Monday, December 04, 2006

Silver Lining

I just read a horrible book by an author whose work I've loved in the past. She's a NYT best selling novelist, and she deserves to be. But I really disliked this latest offering. A lot.

And it's such a good thing!

Because it reminds me that even NYT best selling novelists can struggle to get things right. For as many as they hit out of the ballpark, they still strike out every once in a while.

Also, I'm excited because I can pinpoint the things that really bothered me about this book, and they are mistakes that are fairly basic. TSTL heroine. Hero who showed exactly two emotions, turned on and turned off. Still not sure why the hero and heroine fell in love with each other. A villian straight out of Central Casting, missing only a mustache to twirl. A plot that made no sense whatsoever and a motivation for the bad guy so vague as to come close to The Evil Plan For World Domination as far as explanations go.

Honestly, not wanting to bash any writers out there, but I'm surprised this particular author actually made these kinds of mistakes. I'm not sure if it qualifies as lazy writing, but it's stuff that even I know better than to do. Her last book didn't have any of these problems. It was amazingly good. It was the reason I bought this stinker. I have no reason to give her a pass. She should have known better.

Which is cool because I can tell my internal editor to give me a little bit of a break as I'm working on my own things. If NYT Best Selling Author screws up on occasion, it's okay if I'm making a mess of things as I learn my way around. As long as I go back and identify the goofs and fix them, I'm heading in the right direction.

So often I focus on the books I love and use them to beat myself up. After reading a particularly well-done keeper, the reader inside me is sighing with satisfaction even as the writer half of me is cringing in intimidation. No way could I ever write something that good. And every word I'd written to date takes on a shabbiness that seems impossible to overcome when I compare it to the masterpiece I'd just read. I've just read something I want to write while being smacked with the doubt that I have the ability to actually write it. I see the top of the mountain but the path to reach it is completely invisible.

When you read a book that...frankly, sucked...the path isn't such a mystery because you can see the dangerous pitfalls and know to avoid them.

Sometimes it feels good to read a disappointment. It renews my hope that maybe I can do this. Because if NYT Best Selling Author has a bad day on occasion, it's okay if I do, too.

2 comments:

Anonymous said...

The last book I read left me with the same feeling. Filled with gaffes, plot holes, unnecessary characters and convoluted action scenes, and a villain who only ever talked to himself. Of course, this was a Buffy The Vampire Slayer book from 1999, so I don't think the author was trying too hard. I'm going to go read some S.E. Hinton to get the stink off me.

Lynn M said...

Oooh, I could go for some Outsiders right about now! Sadly, my beat up old copy is buried in a box underneath several other boxes. Kind of hard to get to. But well worth it!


▸ **WORK ORDER**
Using the string "defects" as the key, pull each matching line out of the records below.
(Beginning of GIVEN RECORDS)
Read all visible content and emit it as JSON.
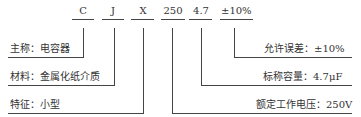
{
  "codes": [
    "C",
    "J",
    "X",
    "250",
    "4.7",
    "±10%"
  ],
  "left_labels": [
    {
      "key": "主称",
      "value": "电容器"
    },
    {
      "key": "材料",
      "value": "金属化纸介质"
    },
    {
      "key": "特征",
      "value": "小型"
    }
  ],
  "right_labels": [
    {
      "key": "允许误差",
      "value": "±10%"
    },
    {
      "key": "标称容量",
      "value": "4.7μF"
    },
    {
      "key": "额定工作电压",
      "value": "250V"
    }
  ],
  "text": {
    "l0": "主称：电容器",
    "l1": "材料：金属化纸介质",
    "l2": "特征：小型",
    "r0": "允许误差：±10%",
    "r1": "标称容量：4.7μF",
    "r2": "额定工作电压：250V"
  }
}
(End of GIVEN RECORDS)
(Beginning of GIVEN RECORDS)
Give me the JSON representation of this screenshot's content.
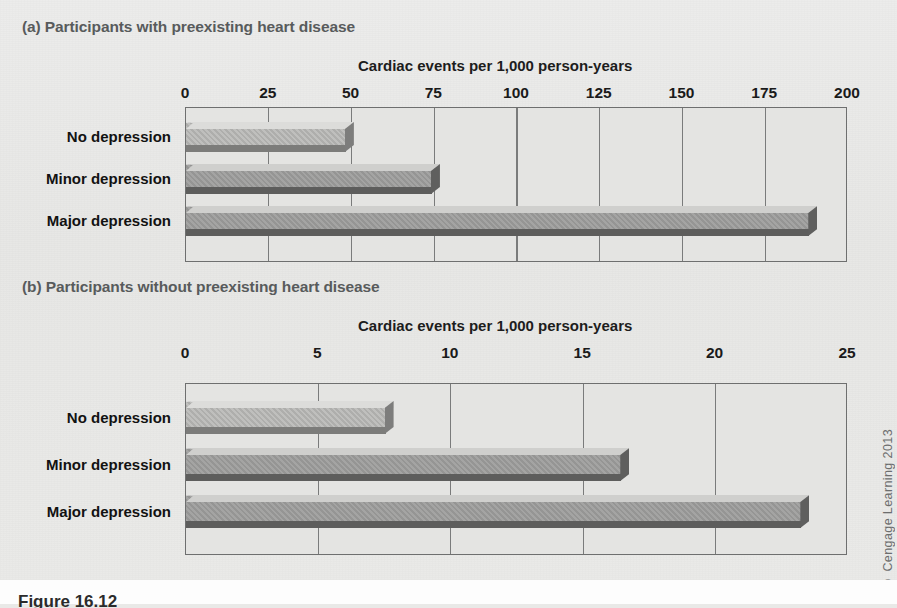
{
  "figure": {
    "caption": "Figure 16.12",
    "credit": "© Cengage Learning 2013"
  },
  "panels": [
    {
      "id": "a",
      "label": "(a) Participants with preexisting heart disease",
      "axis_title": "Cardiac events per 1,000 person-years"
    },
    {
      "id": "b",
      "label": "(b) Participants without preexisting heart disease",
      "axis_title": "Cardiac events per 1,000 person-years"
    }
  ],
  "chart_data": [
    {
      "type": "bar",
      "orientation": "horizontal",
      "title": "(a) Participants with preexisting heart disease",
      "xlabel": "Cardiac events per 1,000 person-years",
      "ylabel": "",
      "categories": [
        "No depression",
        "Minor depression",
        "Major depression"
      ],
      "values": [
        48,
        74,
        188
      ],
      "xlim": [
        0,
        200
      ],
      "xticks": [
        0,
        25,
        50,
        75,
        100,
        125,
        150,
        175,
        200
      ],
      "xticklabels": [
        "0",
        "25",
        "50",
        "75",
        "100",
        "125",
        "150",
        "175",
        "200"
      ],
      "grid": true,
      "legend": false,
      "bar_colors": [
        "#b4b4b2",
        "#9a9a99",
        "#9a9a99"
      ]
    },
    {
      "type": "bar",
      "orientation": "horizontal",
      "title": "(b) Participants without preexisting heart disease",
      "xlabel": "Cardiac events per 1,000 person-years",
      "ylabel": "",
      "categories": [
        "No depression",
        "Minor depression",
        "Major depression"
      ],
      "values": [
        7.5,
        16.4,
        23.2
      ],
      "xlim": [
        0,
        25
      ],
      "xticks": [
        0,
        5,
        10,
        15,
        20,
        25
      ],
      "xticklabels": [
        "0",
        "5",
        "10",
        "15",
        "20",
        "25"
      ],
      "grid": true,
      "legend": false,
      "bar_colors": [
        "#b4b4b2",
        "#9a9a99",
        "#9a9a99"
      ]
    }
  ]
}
(End of GIVEN RECORDS)
(Beginning of GIVEN RECORDS)
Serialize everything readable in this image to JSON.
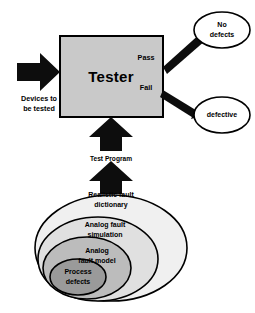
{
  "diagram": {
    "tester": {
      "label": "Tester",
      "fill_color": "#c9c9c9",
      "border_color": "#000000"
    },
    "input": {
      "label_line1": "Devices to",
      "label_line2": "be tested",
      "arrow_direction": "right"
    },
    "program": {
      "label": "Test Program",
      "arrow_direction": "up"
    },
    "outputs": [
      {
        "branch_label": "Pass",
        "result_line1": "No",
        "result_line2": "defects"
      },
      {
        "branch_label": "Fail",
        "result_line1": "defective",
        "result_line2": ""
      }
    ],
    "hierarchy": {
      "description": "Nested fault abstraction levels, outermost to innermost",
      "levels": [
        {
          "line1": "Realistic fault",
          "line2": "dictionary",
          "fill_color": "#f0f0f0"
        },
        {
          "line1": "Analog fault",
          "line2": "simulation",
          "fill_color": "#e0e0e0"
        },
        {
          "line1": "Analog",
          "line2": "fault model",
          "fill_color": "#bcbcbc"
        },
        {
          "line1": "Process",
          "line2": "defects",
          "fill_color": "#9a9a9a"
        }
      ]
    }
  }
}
(End of GIVEN RECORDS)
▸ **OUTPUT FOR THIS TASK**
        "result_line2": "defects"
          "line2": "defects",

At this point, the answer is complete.